Anyone who has gone to a hospital’s emergency room expecting to receive medical care — not knowing where else to turn, uncertain whether a loved one is having a medical emergency and what can be done about it, or unsure if they can pay — has relied on a law they couldn’t name: the Emergency Medical Treatment and Labor Act (EMTALA).
Congress enacted this law in 1986. It creates a point of rescue for anyone with a medical emergency. It is the only law in the country that ensures no matter who you are or what circumstance you are in, a hospital emergency department will provide you with emergency care.
Since then, EMTALA has protected universal access to care. But this essential law is now under threat because antiabortion lawmakers in Idaho are asking the Supreme Court this week to carve out exceptions to it. If the Court allows this, more carve-outs can be expected, and protection for universal access to care will be endangered.
The backstory to EMTALA is enlightening. Congress created it in response to hospitals “dumping” patients who were clearly in need of emergency medical care but who were uninsured, often Black, or otherwise undesirable to the hospital staff. Even nonprofit hospitals, which are supposed to serve the community in which they are located, performed this unethical practice. A few states tried to prevent dumping, but Congress got involved when the practice appeared to be so widespread, and state policies so inadequate, that a national remedy was needed.
EMTALA relies on emergency department physicians to determine, according to evidence-based standards, whether a medical emergency exists and how to handle it. The law also protects pregnant people experiencing labor because some hospitals had refused care for these people, and they and their newborns suffered grave injuries — and some died — as a result.
On April 24, the U.S. Supreme Court will hear a state challenge to EMTALA’s universal access rule. Idaho claims its laws criminalizing abortion, with only an exception to save the life of the pregnant person, are not preempted by EMTALA.
This case exists because, on June 24, 2022, the Supreme Court overturned Roe v. Wade in its Dobbs v. Jackson Women’s Health Organization decision. The Court wrote seven times it would “return abortion to the people and their elected representatives,” assuming this would free the judiciary of abortion cases. But overturning the 50-year constitutional protection for access to abortion produced confusion, chaos, and conflict across states, and between state and federal laws. Dobbs allowed state trigger laws to activate, which criminalized abortion at the moment Roe v. Wade was overturned, and empowered states to enact new laws restricting abortion access. This has created a wildly uneven legal landscape across the states.
In response to widespread legal uncertainty following Dobbs, the Department of Health and Human Services sent a reminder to hospitals that, under EMTALA, they are responsible for treating all medical emergencies. This includes providing an abortion if that is the standard of care for a patient’s condition. Idaho and other abortion-restrictive states claim they do not need to follow EMTALA when it comes to abortion.
As I and others stated in an amicus brief submitted to the Supreme Court, this is not a hard case. EMTALA is a national law that has had bipartisan support and exists for important reasons. Before 1986, states barely responded when hospitals dumped “undesirable” patients. Dumping has been occurring in the wake of Dobbs, albeit for different reasons.
Health care providers are now afraid of states’ restrictive laws and whether they might lose their licenses, be criminally charged, or face steep fines for providing care that, in their learned view, is medically necessary. Doctors hold back because they do not know whether they can act without losing their license or being charged with a crime, and people needing emergency care are suffering as a result.
The media regularly publish stories about people being turned away while enduring obvious emergencies related to their pregnancies. In fact, patients like Kate Cox in Texas and others are suing over such harms. And the dangers extend beyond pregnancy. Some people with cancer, for example, are experiencing limits on their care after Dobbs.
Contrary to Idaho’s arguments, the Department of Health and Human Services did not change anything about EMTALA’s rules — it is the Supreme Court that changed the landscape of laws in the U.S. It is important to remember that returning “abortion to the people and their elected representatives” does not apply only to states — members of Congress are also the people’s representatives. EMTALA protects the people in ways that states have not.
Carve-outs would not stop with abortion care. EMTALA is a unique law protecting a right to emergency care in the U.S. If the Court allows states like Idaho to chip away at the protection it offers, it would be undermined for all Americans.
Nicole Huberfeld is Edward R. Utley Professor of Health Law at Boston University School of Law and School of Public Health. She is the co-director of the BU Program on Reproductive Justice, and is a lead author of the Legal Scholars amicus brief the Idaho case, Moyle v. U.S.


Could you copy the data that follows exactly as written, but drop the pictures?
[[ RECORDS SHOWN open ]]
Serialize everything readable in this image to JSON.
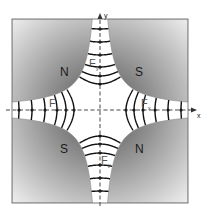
{
  "diagram": {
    "axes": {
      "x_label": "x",
      "y_label": "y"
    },
    "poles": [
      {
        "position": "top-left",
        "label": "N"
      },
      {
        "position": "top-right",
        "label": "S"
      },
      {
        "position": "bottom-left",
        "label": "S"
      },
      {
        "position": "bottom-right",
        "label": "N"
      }
    ],
    "forces": [
      {
        "position": "top",
        "label": "F",
        "subscript": "y"
      },
      {
        "position": "left",
        "label": "F",
        "subscript": "x"
      },
      {
        "position": "right",
        "label": "F",
        "subscript": "x"
      },
      {
        "position": "bottom",
        "label": "F",
        "subscript": "y"
      }
    ],
    "colors": {
      "pole_dark": "#6e6e6e",
      "pole_light": "#f2f2f2",
      "field_line": "#111111",
      "axis": "#333333"
    }
  }
}
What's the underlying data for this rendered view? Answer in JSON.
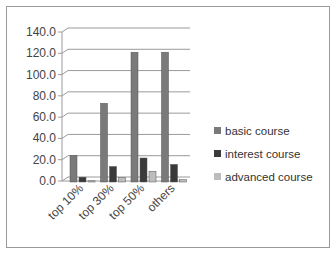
{
  "chart_data": {
    "type": "bar",
    "title": "",
    "xlabel": "",
    "ylabel": "",
    "categories": [
      "top 10%",
      "top 30%",
      "top 50%",
      "others"
    ],
    "series": [
      {
        "name": "basic course",
        "color": "#7a7a7a",
        "values": [
          24,
          73,
          121,
          121
        ]
      },
      {
        "name": "interest course",
        "color": "#3a3a3a",
        "values": [
          5,
          15,
          23,
          17
        ]
      },
      {
        "name": "advanced course",
        "color": "#bdbdbd",
        "values": [
          3,
          6,
          12,
          4
        ]
      }
    ],
    "ylim": [
      0,
      140
    ],
    "yticks": [
      "0.0",
      "20.0",
      "40.0",
      "60.0",
      "80.0",
      "100.0",
      "120.0",
      "140.0"
    ],
    "grid": true,
    "legend_position": "right",
    "style": "3d-clustered-column"
  }
}
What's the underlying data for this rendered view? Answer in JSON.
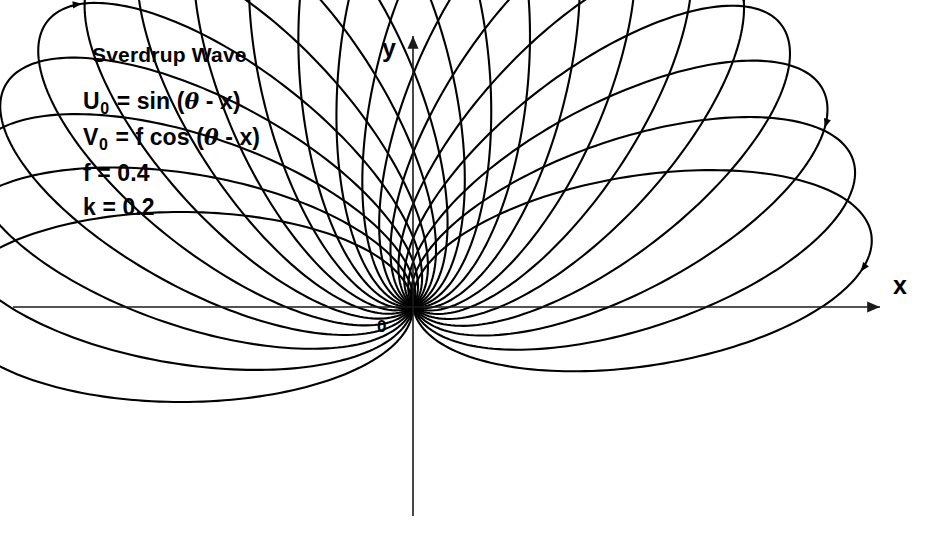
{
  "figure": {
    "title": "Sverdrup Wave",
    "equations": {
      "u_symbol": "U",
      "u_subscript": "0",
      "u_rhs_pre": " = sin (",
      "u_theta": "θ",
      "u_rhs_post": " - x)",
      "v_symbol": "V",
      "v_subscript": "0",
      "v_rhs_pre": " = f cos (",
      "v_theta": "θ",
      "v_rhs_post": " - x)",
      "f_line": "f = 0.4",
      "k_line": "k = 0.2"
    },
    "axes": {
      "x_label": "x",
      "y_label": "y",
      "origin_label": "0"
    },
    "colors": {
      "curve": "#000000",
      "axis": "#1a1a1a",
      "background": "#ffffff",
      "text": "#000000"
    }
  },
  "chart_data": {
    "type": "line",
    "title": "Sverdrup Wave",
    "xlabel": "x",
    "ylabel": "y",
    "grid": false,
    "legend": null,
    "parameters": {
      "f": 0.4,
      "k": 0.2,
      "u0_formula": "sin(theta - x)",
      "v0_formula": "f cos(theta - x)"
    },
    "axis_ranges": {
      "x_pixels": [
        13,
        886
      ],
      "y_pixels": [
        32,
        516
      ],
      "origin_pixels": [
        413,
        307
      ]
    },
    "ellipse_family": {
      "count": 19,
      "semi_major_px": 232,
      "semi_minor_px": 95,
      "rotation_start_deg": 0,
      "rotation_step_deg": 9.5,
      "common_node_px": [
        413,
        307
      ],
      "arrow_sense": "clockwise"
    },
    "series": [
      {
        "name": "ellipse-1",
        "rotation_deg": 0.0,
        "a": 232,
        "b": 95
      },
      {
        "name": "ellipse-2",
        "rotation_deg": 9.5,
        "a": 232,
        "b": 95
      },
      {
        "name": "ellipse-3",
        "rotation_deg": 19.0,
        "a": 232,
        "b": 95
      },
      {
        "name": "ellipse-4",
        "rotation_deg": 28.5,
        "a": 232,
        "b": 95
      },
      {
        "name": "ellipse-5",
        "rotation_deg": 38.0,
        "a": 232,
        "b": 95
      },
      {
        "name": "ellipse-6",
        "rotation_deg": 47.5,
        "a": 232,
        "b": 95
      },
      {
        "name": "ellipse-7",
        "rotation_deg": 57.0,
        "a": 232,
        "b": 95
      },
      {
        "name": "ellipse-8",
        "rotation_deg": 66.5,
        "a": 232,
        "b": 95
      },
      {
        "name": "ellipse-9",
        "rotation_deg": 76.0,
        "a": 232,
        "b": 95
      },
      {
        "name": "ellipse-10",
        "rotation_deg": 85.5,
        "a": 232,
        "b": 95
      },
      {
        "name": "ellipse-11",
        "rotation_deg": 95.0,
        "a": 232,
        "b": 95
      },
      {
        "name": "ellipse-12",
        "rotation_deg": 104.5,
        "a": 232,
        "b": 95
      },
      {
        "name": "ellipse-13",
        "rotation_deg": 114.0,
        "a": 232,
        "b": 95
      },
      {
        "name": "ellipse-14",
        "rotation_deg": 123.5,
        "a": 232,
        "b": 95
      },
      {
        "name": "ellipse-15",
        "rotation_deg": 133.0,
        "a": 232,
        "b": 95
      },
      {
        "name": "ellipse-16",
        "rotation_deg": 142.5,
        "a": 232,
        "b": 95
      },
      {
        "name": "ellipse-17",
        "rotation_deg": 152.0,
        "a": 232,
        "b": 95
      },
      {
        "name": "ellipse-18",
        "rotation_deg": 161.5,
        "a": 232,
        "b": 95
      },
      {
        "name": "ellipse-19",
        "rotation_deg": 171.0,
        "a": 232,
        "b": 95
      }
    ]
  }
}
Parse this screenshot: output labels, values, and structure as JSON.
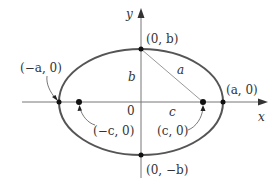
{
  "diagram": {
    "type": "ellipse-foci",
    "colors": {
      "ellipse": "#555555",
      "axis": "#777777",
      "segment": "#999999",
      "point": "#111111",
      "text": "#333333"
    },
    "axes": {
      "x_label": "x",
      "y_label": "y",
      "origin_label": "0"
    },
    "points": {
      "top_vertex": "(0, b)",
      "bottom_vertex": "(0, −b)",
      "left_vertex": "(−a, 0)",
      "right_vertex": "(a, 0)",
      "left_focus": "(−c, 0)",
      "right_focus": "(c, 0)"
    },
    "segments": {
      "semi_minor": "b",
      "hypotenuse": "a",
      "focal_distance": "c"
    }
  }
}
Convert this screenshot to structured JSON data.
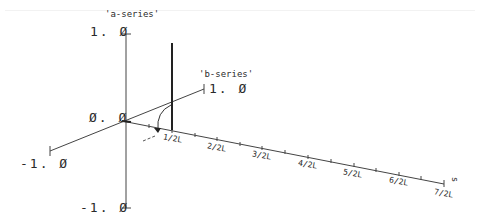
[[ RECORDS SHOWN closed ]]
◆ RESPONSE TO THIS TASK
Serialize everything readable in this image to JSON.
{
  "diagram": {
    "axes": {
      "x_label": "x",
      "y_label": "y"
    },
    "poles": [
      {
        "position": "top-left",
        "label": "N"
      },
      {
        "position": "top-right",
        "label": "S"
      },
      {
        "position": "bottom-left",
        "label": "S"
      },
      {
        "position": "bottom-right",
        "label": "N"
      }
    ],
    "forces": [
      {
        "position": "top",
        "label": "F",
        "subscript": "y"
      },
      {
        "position": "left",
        "label": "F",
        "subscript": "x"
      },
      {
        "position": "right",
        "label": "F",
        "subscript": "x"
      },
      {
        "position": "bottom",
        "label": "F",
        "subscript": "y"
      }
    ],
    "colors": {
      "pole_dark": "#6e6e6e",
      "pole_light": "#f2f2f2",
      "field_line": "#111111",
      "axis": "#333333"
    }
  }
}
What's the underlying data for this rendered view? Answer in JSON.
{
  "chart_data": {
    "type": "bar",
    "title": "",
    "xlabel": "",
    "ylabel": "",
    "categories": [
      "top 10%",
      "top 30%",
      "top 50%",
      "others"
    ],
    "series": [
      {
        "name": "basic course",
        "color": "#7a7a7a",
        "values": [
          24,
          73,
          121,
          121
        ]
      },
      {
        "name": "interest course",
        "color": "#3a3a3a",
        "values": [
          5,
          15,
          23,
          17
        ]
      },
      {
        "name": "advanced course",
        "color": "#bdbdbd",
        "values": [
          3,
          6,
          12,
          4
        ]
      }
    ],
    "ylim": [
      0,
      140
    ],
    "yticks": [
      "0.0",
      "20.0",
      "40.0",
      "60.0",
      "80.0",
      "100.0",
      "120.0",
      "140.0"
    ],
    "grid": true,
    "legend_position": "right",
    "style": "3d-clustered-column"
  }
}
What's the underlying data for this rendered view? Answer in JSON.
{
  "figure": {
    "title": "Sverdrup Wave",
    "equations": {
      "u_symbol": "U",
      "u_subscript": "0",
      "u_rhs_pre": " = sin (",
      "u_theta": "θ",
      "u_rhs_post": " - x)",
      "v_symbol": "V",
      "v_subscript": "0",
      "v_rhs_pre": " = f cos (",
      "v_theta": "θ",
      "v_rhs_post": " - x)",
      "f_line": "f = 0.4",
      "k_line": "k = 0.2"
    },
    "axes": {
      "x_label": "x",
      "y_label": "y",
      "origin_label": "0"
    },
    "colors": {
      "curve": "#000000",
      "axis": "#1a1a1a",
      "background": "#ffffff",
      "text": "#000000"
    }
  },
  "chart_data": {
    "type": "line",
    "title": "Sverdrup Wave",
    "xlabel": "x",
    "ylabel": "y",
    "grid": false,
    "legend": null,
    "parameters": {
      "f": 0.4,
      "k": 0.2,
      "u0_formula": "sin(theta - x)",
      "v0_formula": "f cos(theta - x)"
    },
    "axis_ranges": {
      "x_pixels": [
        13,
        886
      ],
      "y_pixels": [
        32,
        516
      ],
      "origin_pixels": [
        413,
        307
      ]
    },
    "ellipse_family": {
      "count": 19,
      "semi_major_px": 232,
      "semi_minor_px": 95,
      "rotation_start_deg": 0,
      "rotation_step_deg": 9.5,
      "common_node_px": [
        413,
        307
      ],
      "arrow_sense": "clockwise"
    },
    "series": [
      {
        "name": "ellipse-1",
        "rotation_deg": 0.0,
        "a": 232,
        "b": 95
      },
      {
        "name": "ellipse-2",
        "rotation_deg": 9.5,
        "a": 232,
        "b": 95
      },
      {
        "name": "ellipse-3",
        "rotation_deg": 19.0,
        "a": 232,
        "b": 95
      },
      {
        "name": "ellipse-4",
        "rotation_deg": 28.5,
        "a": 232,
        "b": 95
      },
      {
        "name": "ellipse-5",
        "rotation_deg": 38.0,
        "a": 232,
        "b": 95
      },
      {
        "name": "ellipse-6",
        "rotation_deg": 47.5,
        "a": 232,
        "b": 95
      },
      {
        "name": "ellipse-7",
        "rotation_deg": 57.0,
        "a": 232,
        "b": 95
      },
      {
        "name": "ellipse-8",
        "rotation_deg": 66.5,
        "a": 232,
        "b": 95
      },
      {
        "name": "ellipse-9",
        "rotation_deg": 76.0,
        "a": 232,
        "b": 95
      },
      {
        "name": "ellipse-10",
        "rotation_deg": 85.5,
        "a": 232,
        "b": 95
      },
      {
        "name": "ellipse-11",
        "rotation_deg": 95.0,
        "a": 232,
        "b": 95
      },
      {
        "name": "ellipse-12",
        "rotation_deg": 104.5,
        "a": 232,
        "b": 95
      },
      {
        "name": "ellipse-13",
        "rotation_deg": 114.0,
        "a": 232,
        "b": 95
      },
      {
        "name": "ellipse-14",
        "rotation_deg": 123.5,
        "a": 232,
        "b": 95
      },
      {
        "name": "ellipse-15",
        "rotation_deg": 133.0,
        "a": 232,
        "b": 95
      },
      {
        "name": "ellipse-16",
        "rotation_deg": 142.5,
        "a": 232,
        "b": 95
      },
      {
        "name": "ellipse-17",
        "rotation_deg": 152.0,
        "a": 232,
        "b": 95
      },
      {
        "name": "ellipse-18",
        "rotation_deg": 161.5,
        "a": 232,
        "b": 95
      },
      {
        "name": "ellipse-19",
        "rotation_deg": 171.0,
        "a": 232,
        "b": 95
      }
    ]
  }
}
Parse this screenshot: output labels, values, and structure as JSON.
{
  "diagram": {
    "type": "ellipse-foci",
    "colors": {
      "ellipse": "#555555",
      "axis": "#777777",
      "segment": "#999999",
      "point": "#111111",
      "text": "#333333"
    },
    "axes": {
      "x_label": "x",
      "y_label": "y",
      "origin_label": "0"
    },
    "points": {
      "top_vertex": "(0, b)",
      "bottom_vertex": "(0, −b)",
      "left_vertex": "(−a, 0)",
      "right_vertex": "(a, 0)",
      "left_focus": "(−c, 0)",
      "right_focus": "(c, 0)"
    },
    "segments": {
      "semi_minor": "b",
      "hypotenuse": "a",
      "focal_distance": "c"
    }
  }
}
Convert this screenshot to structured JSON data.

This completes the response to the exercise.